UCDVO Film Series
The UCDVO Film Series is an integral part of UCDVO’s Global Citizenship Programme and is funded by Concern Worldwide and Irish Aid. Hosted in the UCD Cinema the Film Series welcomes attendees from the wider UCD community to engage with five of the very best global justice documentaries from the year. We are delighted to see No Other Land awarded Best Documentary and the 2025 Oscars!
Each screening is accompanied by a guest speaker and an opportunity for discussion. Screenings are free of charge, all are welcome but seats must be reserved in advance at this email: info.ucdvo@ucd.ie
Programme 2025
BLACK BOX DIARIES - Monday 24th March, 5.00pm, Guest Speaker - Noeline Blackwell
Black Box Diaries follows director and journalist Shiori Ito’s courageous investigation of her own sexual assault in an improbable attempt to prosecute her high-profile offender. Unfolding like a thriller and combining secret investigative recordings, vérité shooting and emotional first-person video, Shiori's quest becomes a landmark case in Japan, exposing the country’s desperately outdated judicial and societal systems. [Please note: this film contains references to sexual assault which may be harmful and triggering for some audiences]
ERNEST COLE: LOST AND FOUND - Monday 31st March, 5.00pm, Guest Speaker - Neil Greene
Ernest Cole, a South African photographer was the first to expose the horrors of apartheid to a world audience - his camera was his weapon in the fight against apartheid. His images laid bare the cruelty of a segregated South Africa, exposing the truth when the world tried to look away. His book House of Bondage, published in 1967 when he was only 27 years old, led him into exile in NYC and Europe for the rest of his life, never to find his bearings. Raoul Peck recounts his wanderings, his turmoil as an artist and his anger, on a daily basis, at the silence or complicity of the Western world in the face of the horrors of the Apartheid regime.
SUGARCANE - Monday 7th April, 5.00pm, Guest Speaker - Dr Emilie Pine
A stunning tribute to the resilience of Native people and their way of life – Sugarcane, the debut feature documentary from Julian Brave NoiseCat and Emily Kassie – is an epic cinematic portrait of a community during a moment of international reckoning. Set amidst a ground-breaking investigation into abuse and death at an Indian residential school, the film empowers participants to break cycles of intergenerational trauma by bearing witness to painful, long-ignored truths – and the love that endures within their families despite the revelation of genocide.
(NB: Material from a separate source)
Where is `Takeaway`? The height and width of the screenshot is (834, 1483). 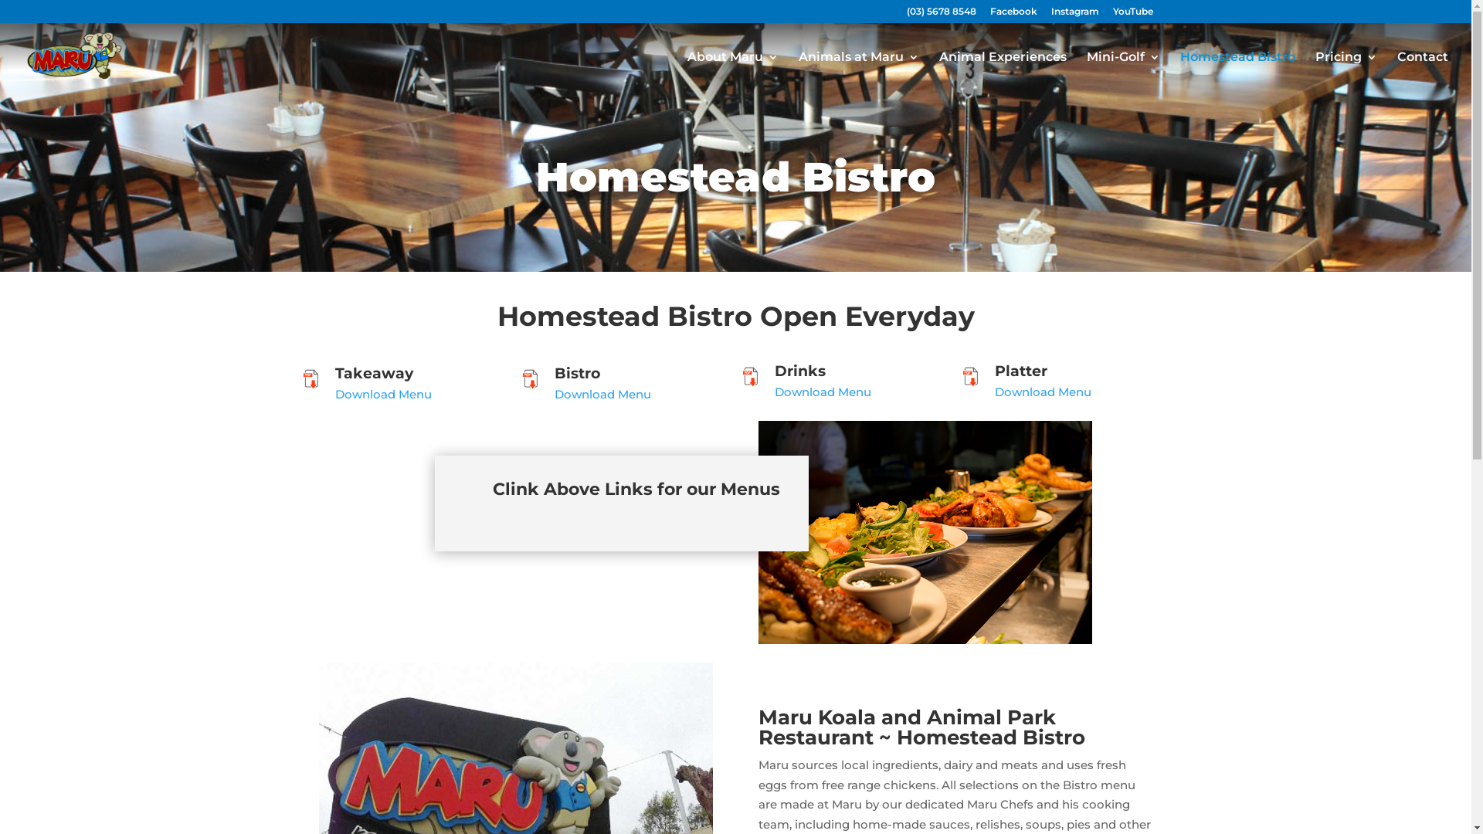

NOCTURNES - Monday 14th April, 5.30pm, Guest Speaker - Éanna Ní Lamhna
Nocturnes transports us to the dense forests of the Eastern Himalayas where in the dark of night, two curious observers shine a light on the secret world of moths. An immersive viewing experience of sound and imagery, the film weaves together an intricate and poetic tapestry of our world. Ecologist Mansi sets out on a quest to study moths in one of the most vibrant places on earth. She teams up with Bicki, a young man from the indigenous Bugun community, to seek clues about what the future has in store for the moths. The result is a rare and transformative experience that invites us all to look with more attention and care at the hidden interconnections in nature.
NO OTHER LAND - Monday 28th April, 5.30pm, Guest Performance by Aziz Abushark, & Guest Speaker - Dr Vincent Durac
FULLY BOOKED
No Other Land wins the Oscar for Best Documentary 2025
For half a decade, Basel Adra, a Palestinian activist, films his community of Masafer Yatta being destroyed by Israel's occupation, as he builds an unlikely alliance with an Israeli journalist who wants to join his fight. in the is an unflinching account of a community's mass expulsion and acts as a creative resistance to Apartheid and a search for a path towards equality and justice.
Their complex bond is haunted by the extreme inequality between them: Basel, living under a brutal military occupation, and Yuval, unrestricted and free. This film, by a Palestinian-Israeli collective of four young activists, was co-created during the darkest, most terrifying times in the region, as an act of creative resistance to Apartheid and a search for a path towards equality and justice.
Screenings are free of charge but please book your seats at info.ucdvo@ucd.ie
The UCDVO Film Series is kindly supported by the Department of Foreign Affairs and Trade (Irish Aid) and Concern Worldwide. The content and views represented in the films should not be taken to reflect the policies and views of Irish Aid, Concern Worldwide or UCD Volunteers Overseas.